The Swedish translation of the rest of Article 1, on the other hand, is unproblematic. It reads: “They are endowed with reason and conscience and should act towards one another in a spirit of community.” I understand this to mean that people should work together for the public good rather than prioritize their narrow self-interest. If this can be achieved, the foundation has been laid for a high-trust society that enables effective cooperation at low cost to solve complex tasks within the framework of well-functioning companies, authorities, and civil society organizations.

Effective cooperation requires structure. Power and authority must be distributed in some way, and the benefit will be greatest if they are distributed meritocratically—that is, to those who have the greatest ability to contribute to the group’s success.

In a 2021 essay for Quillette, I argued that people have an inherent ability, naturally and voluntarily, to bestow influence and authority on the person or people who have the greatest ability to contribute to the group’s success. Those who receive power and authority from the group concerned also receive a large part of their compensation in the form of status, i.e., in non-pecuniary form, which reduces the income gap. As Adrian Wooldridge points out in his 2021 book The Aristocracy of Talent, maintaining such a system requires “a wise meritocracy,” that those entrusted with positions of power must remain humble and feel responsible for the common good. It is important to avoid meritocracy developing into an entrenched aristocracy that lives a life far removed from those they rule over—the very system that Michael Sandel critiques.
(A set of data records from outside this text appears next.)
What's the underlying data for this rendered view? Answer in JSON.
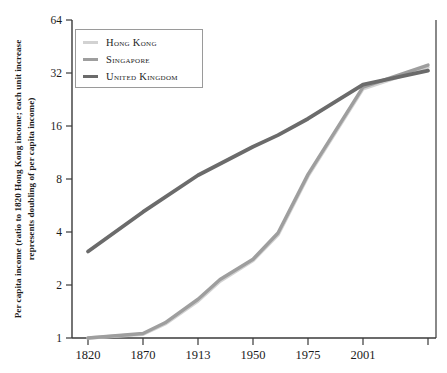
{
  "chart_data": {
    "type": "line",
    "title": "",
    "xlabel": "",
    "ylabel": "Per capita income (ratio to 1820 Hong Kong income; each unit increase represents doubling of per capita income)",
    "yscale": "log2",
    "ylim": [
      1,
      64
    ],
    "yticks": [
      1,
      2,
      4,
      8,
      16,
      32,
      64
    ],
    "ytick_labels": [
      "1",
      "2",
      "4",
      "8",
      "16",
      "32",
      "64"
    ],
    "categories": [
      "1820",
      "1870",
      "1913",
      "1950",
      "1975",
      "2001",
      ""
    ],
    "xtick_labels": [
      "1820",
      "1870",
      "1913",
      "1950",
      "1975",
      "2001"
    ],
    "grid": false,
    "legend_position": "upper-left",
    "series": [
      {
        "name": "Hong Kong",
        "color": "#d2d2d2",
        "x": [
          "1820",
          "1870",
          "1890",
          "1913",
          "1930",
          "1950",
          "1962",
          "1975",
          "2001",
          "2010"
        ],
        "values": [
          1.0,
          1.05,
          1.2,
          1.62,
          2.1,
          2.75,
          3.85,
          8.3,
          26.0,
          34.5
        ]
      },
      {
        "name": "Singapore",
        "color": "#9e9e9e",
        "x": [
          "1820",
          "1870",
          "1890",
          "1913",
          "1930",
          "1950",
          "1962",
          "1975",
          "2001",
          "2010"
        ],
        "values": [
          1.0,
          1.06,
          1.22,
          1.66,
          2.15,
          2.8,
          3.95,
          8.5,
          26.6,
          35.5
        ]
      },
      {
        "name": "United Kingdom",
        "color": "#6b6b6b",
        "x": [
          "1820",
          "1870",
          "1913",
          "1950",
          "1962",
          "1975",
          "2001",
          "2010"
        ],
        "values": [
          3.1,
          5.2,
          8.4,
          12.2,
          14.2,
          17.6,
          27.5,
          33.0
        ]
      }
    ]
  },
  "legend": {
    "items": [
      {
        "label": "Hong Kong",
        "color": "#d2d2d2"
      },
      {
        "label": "Singapore",
        "color": "#9e9e9e"
      },
      {
        "label": "United Kingdom",
        "color": "#6b6b6b"
      }
    ]
  },
  "axes": {
    "y_label": "Per capita income (ratio to 1820 Hong Kong income; each unit increase represents doubling of per capita income)",
    "y_ticks": [
      "64",
      "32",
      "16",
      "8",
      "4",
      "2",
      "1"
    ],
    "x_ticks": [
      "1820",
      "1870",
      "1913",
      "1950",
      "1975",
      "2001"
    ]
  },
  "colors": {
    "axis": "#3a3a3a",
    "text": "#1b1b1b",
    "legend_border": "#9a9a9a",
    "background": "#ffffff"
  }
}
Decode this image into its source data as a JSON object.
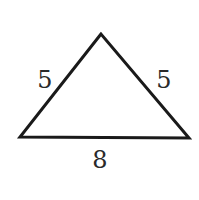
{
  "diagram": {
    "shape": "isosceles-triangle",
    "stroke_color": "#1a1a1a",
    "background": "#ffffff",
    "vertices": {
      "apex": [
        101,
        34
      ],
      "bottom_left": [
        20,
        137
      ],
      "bottom_right": [
        189,
        138
      ]
    },
    "sides": {
      "left": {
        "label": "5"
      },
      "right": {
        "label": "5"
      },
      "base": {
        "label": "8"
      }
    }
  }
}
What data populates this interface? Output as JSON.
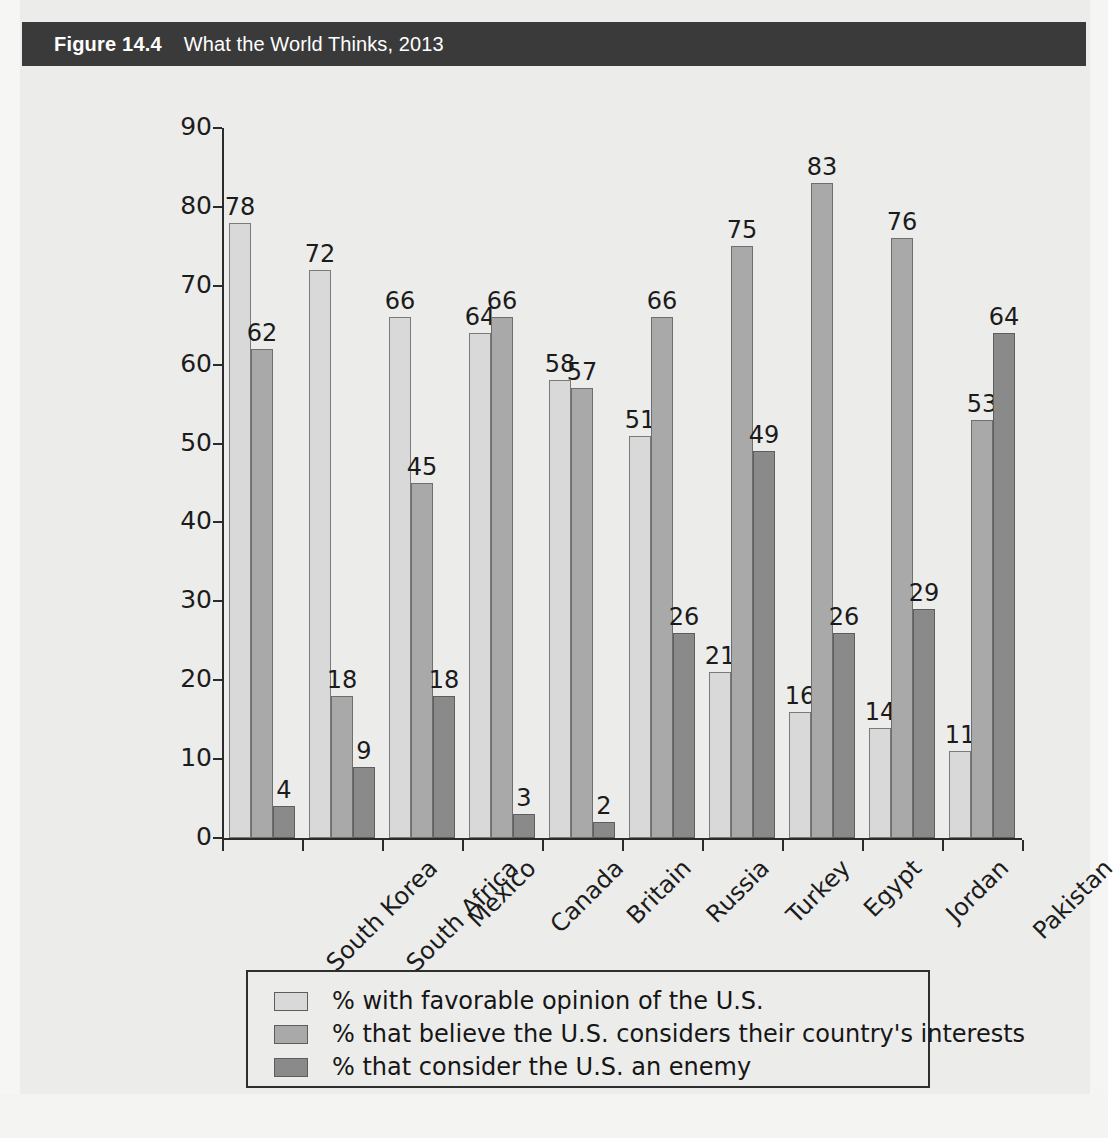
{
  "header": {
    "figure_number": "Figure 14.4",
    "title": "What the World Thinks, 2013"
  },
  "colors": {
    "header_bg": "#3a3a3a",
    "page_bg": "#ececeb",
    "series_favorable": "#d9d9d9",
    "series_considers_interests": "#a9a9a9",
    "series_enemy": "#8a8a8a",
    "axis": "#2b2b2b",
    "text": "#1b1b1b"
  },
  "chart_data": {
    "type": "bar",
    "title": "What the World Thinks, 2013",
    "xlabel": "",
    "ylabel": "",
    "ylim": [
      0,
      90
    ],
    "yticks": [
      0,
      10,
      20,
      30,
      40,
      50,
      60,
      70,
      80,
      90
    ],
    "grid": false,
    "legend_position": "bottom",
    "categories": [
      "South Korea",
      "South Africa",
      "Mexico",
      "Canada",
      "Britain",
      "Russia",
      "Turkey",
      "Egypt",
      "Jordan",
      "Pakistan"
    ],
    "series": [
      {
        "name": "% with favorable opinion of the U.S.",
        "values": [
          78,
          72,
          66,
          64,
          58,
          51,
          21,
          16,
          14,
          11
        ]
      },
      {
        "name": "% that believe the U.S. considers their country's interests",
        "values": [
          62,
          18,
          45,
          66,
          57,
          66,
          75,
          83,
          76,
          53
        ]
      },
      {
        "name": "% that consider the U.S. an enemy",
        "values": [
          4,
          9,
          18,
          3,
          2,
          26,
          49,
          26,
          29,
          64
        ]
      }
    ]
  },
  "legend": {
    "items": [
      "% with favorable opinion of the U.S.",
      "% that believe the U.S. considers their country's interests",
      "% that consider the U.S. an enemy"
    ]
  }
}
Nor can such a wise meritocracy survive unless those without the ability or motivation to advance to higher levels in the hierarchy are offered paths to dignity and self-realization. This is about upgrading our view of vocational education and practical skills, while at the same time toning down the current focus on academic studies as the path to success, status, and self-respect. Moreover, most people have a completely different path to dignity and what they perceive as a worthwhile life: forming and taking good care of a family, spending time with friends, and being able to say that you support yourself and those you are responsible for by holding down a respectable and socially valuable job. That is precisely the value of work.